One of these cats is wax. One of these cats had an estimated net worth of $100 million.
One of these cats is wax. One of these cats had an estimated net worth of $100 million. Photo by Larry French/Getty Images for Getty Images for Madame Tussauds

Grumpy Cat is dead. The internet superstar, whose birth name was Tartar Sauce but was known internationally as Grumpy Cat, passed away at the tender age of 7 earlier this week. The news was broken this morning. She died from complications related to a UTI, her family reported on Twitter.

I met Grumpy Cat once. I was assigned to her charge by the Walker Art Center, a contemporary art museum in Minneapolis that I worked for in the summer of 2013. She was brought to the museum for the Internet Cat Video Festival, an unexpectedly viral film fest devoted to cat videos. It was created by the Walker in 2012 sort of as a joke, and then over 10,000 people came to the inaugural festival. The museum could hardly fit that many people and the festival was soon moved to a stadium at the Minnesota State Fair, where they honored the fest by creating a cat sculpture out of butter. In case you are unfamiliar with midwestern prestige, attracting a crowd so large that it must move to the Minnesota State Fair is an achievement matched only by awards like the Pulitzers and Oscars. This attention is what brought Grumpy Cat to the museum the following year, and why I was assigned to guard her, like a Rothko or Ai Wei Wei. The arrival of Grumpy Cat signaled we were dealing with a whole new sort of phenomenon.

I have some notes on my time guarding the late star in a gallery within the museum:

  • I did not touch Grumpy Cat. I also did not take a picture with Grumpy Cat because that would have been unprofessional. Also, unimaginative. You do not take a selfie in front of a masterful work of art. You look at it. Consider its depth. Reflect on your own insignificance.

  • A crowd of, what I assume to have been, THOUSANDS was waiting to take a picture and, if they were lucky, pet the cat. Grumpy Cat sat on a plush pillow, in one of the finest contemporary art museums in America, and was considered with more intense attention than perhaps any artist who had been shown at the museum up to that point.

  • I don't think it's hyperbole to say that Grumpy Cat is the most celebrated work of art to have ever been featured at the Walker Art Museum.

  • Look, I can't prove anything, but I think she was on drugs. What fucking cat sits and gets touched by thousands of people? IMO, she was either a robot or on powerful kitty Xanax.

  • I have seen the world's most precious jewels in "The Vault" in London's Natural Museum of History, and nothing dazzled the eye or attracted attention like Grumpy Cat's scowl. It was a scowl that could amass a crowd of tens of thousands.

  • There are some eyes the world cannot forget. Bette Davis. Charles Manson. Grumpy Cat. Her eyes reflected the unintelligible and cosmic—the black hole of virality.

  • I was once in a good yoga class that made me consider the nature of time. Mostly, I think I experienced heat exhaustion, but while in one of the poses, I considered that people had probably been doing that exact pose for a very long time, maybe thousands of years, or something, and that if I performed the pose in the right sequence or order that I could flatten time and feel the past and future in the present. "Touching time," if you will. I did not make this up. Civil war reenactors have talked about "touching time" when they perform a battle reenactment in an authentic and "true" way, whatever that means. I write all of this to suggest that while guarding Grumpy Cat, I believe I "touched time" and experienced an ancient civilization, maybe Egypt, where people worshipped cats and lined up in the thousands to be blessed by the divine feline.

  • I don't think she understood her net worth.

  • She did not meow. She did not run. She just scowled at the hordes of people, nearly in tears, coming to meet her, one after the other. Maybe, today, she is finally smiling.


* Description of the task
From the data below, return the exact lines starting at the line containing "You are a GUI" and ending at the line containing "This screenshot has width=893, height=464.", both included, and nothing else.

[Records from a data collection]
++++++++

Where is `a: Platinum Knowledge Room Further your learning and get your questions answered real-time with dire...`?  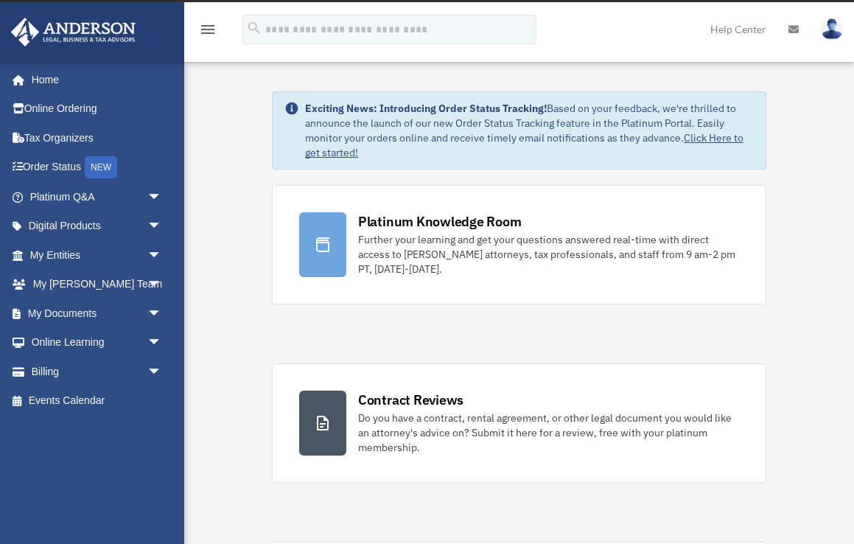 a: Platinum Knowledge Room Further your learning and get your questions answered real-time with dire... is located at coordinates (519, 245).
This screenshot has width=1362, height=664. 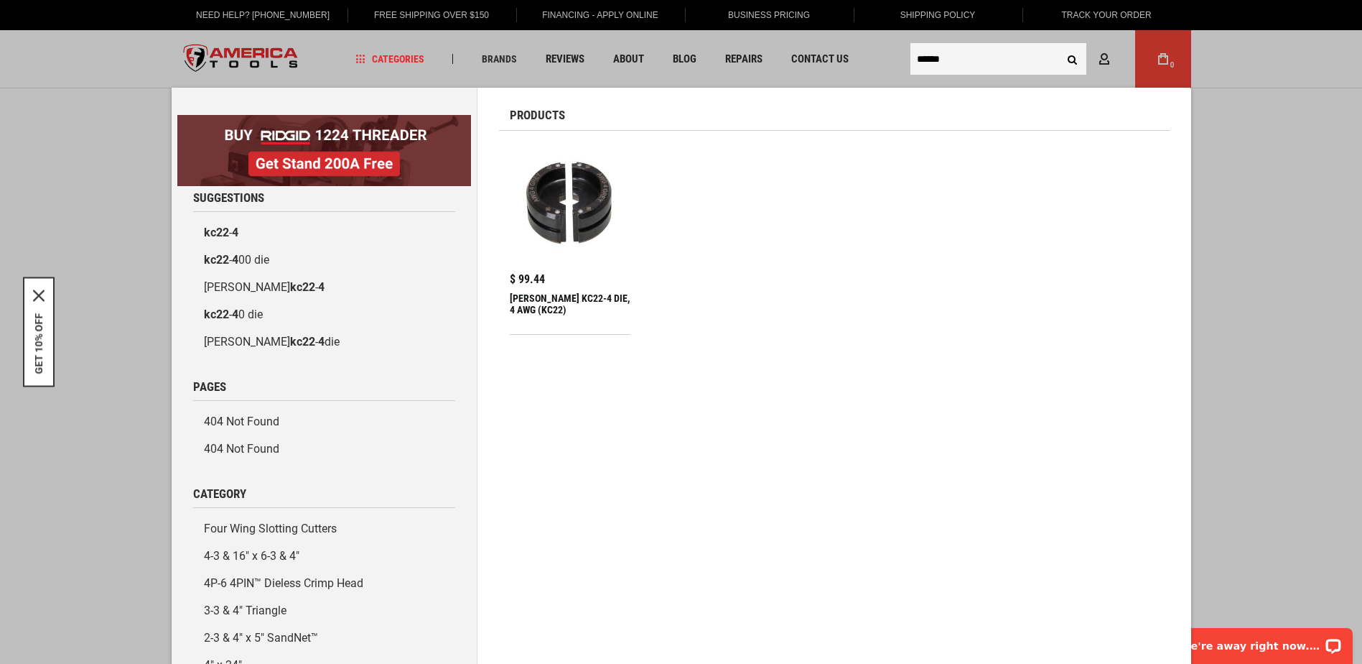 What do you see at coordinates (390, 59) in the screenshot?
I see `span: Categories` at bounding box center [390, 59].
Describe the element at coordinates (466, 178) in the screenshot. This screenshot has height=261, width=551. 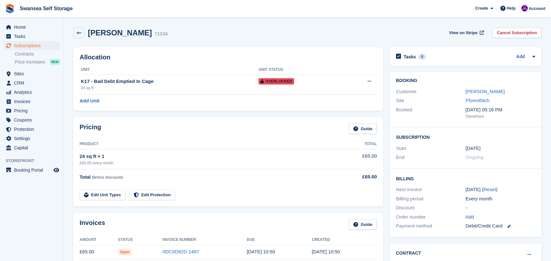
I see `h2: Billing` at that location.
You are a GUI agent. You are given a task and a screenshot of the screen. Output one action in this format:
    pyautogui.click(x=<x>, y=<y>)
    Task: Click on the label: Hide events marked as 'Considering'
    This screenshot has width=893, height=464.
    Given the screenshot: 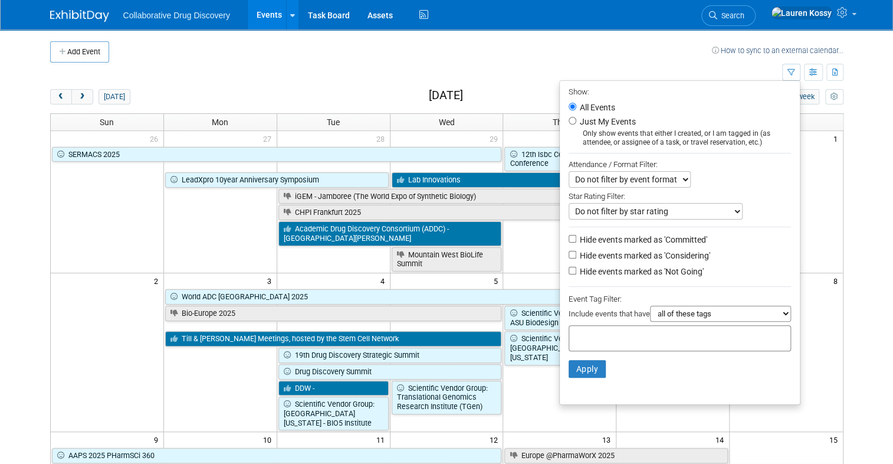 What is the action you would take?
    pyautogui.click(x=644, y=256)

++++++++

* Output of the task
You are a GUI agent. You are given a task and a screenshot of the screen. Output one action in this format:
    pyautogui.click(x=<x>, y=<y>)
    Task: Click on the label: Hide events marked as 'Considering'
    This screenshot has width=893, height=464.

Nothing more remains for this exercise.